All in all, if everybody is happy and the economy fares well by this system, then why criticise what is going on? Because despite the rich assortment of voices that speak in the debate around A&F, or commercial exploitation and sexuality in a larger sense, there is no real empowerment of identities of young people, nor communication or debate on the real issues. Voices stay isolated, attitudes segregated, and wallets open at the expense of any meaningful, critical debate on ubiquitous sexualized commercialization of young people's identities.

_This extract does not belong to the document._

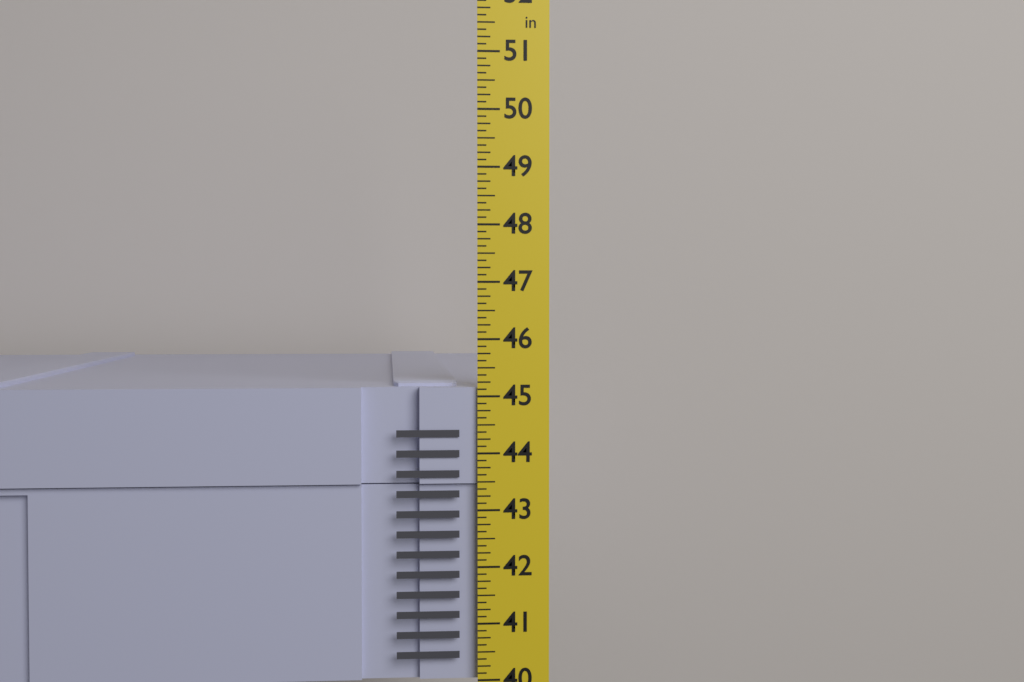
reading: 45.250 in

I started the conclusions section talking about ethnographic research in education, and how it mostly focuses on the children, the young people, the 'agents' doing the interpreting and making the meaning out of the materials that surround them. I feel strongly that starting there, with the study, involvement and engagement of young people in the semiotic realities that surround them provides great opportunity to build critical understanding of what popular culture is, who makes it, and for what purposes. What may deserve more attention is the study of the actual texts and artifacts young people engage with, and critical discourse studies can make important contributions there to show how and why certain interpretations are made. The notion of polyvalence may be useful in this discussion, as it sheds light on the ways the marketeers of the world find their way to the wallets of teenagers. Discourse studies approaches may also help educators, parents and youth to find ways to discuss the positive as well as the possibly questionable aspects of popular culture. I am not advocating a ban on sex, eroticism, or even every form of consumerism here, but I do believe that young people (and adults) gain from a critical understanding of the texts they encounter, and the political and economic machinery that is behind them.

If ethnographic youth research and critical discourse studies of popular culture can find ways to be mutually informative, we may increase the chance of a socially meaningful and productive debate that empowers our young people beyond the challenges of a clothing catalog.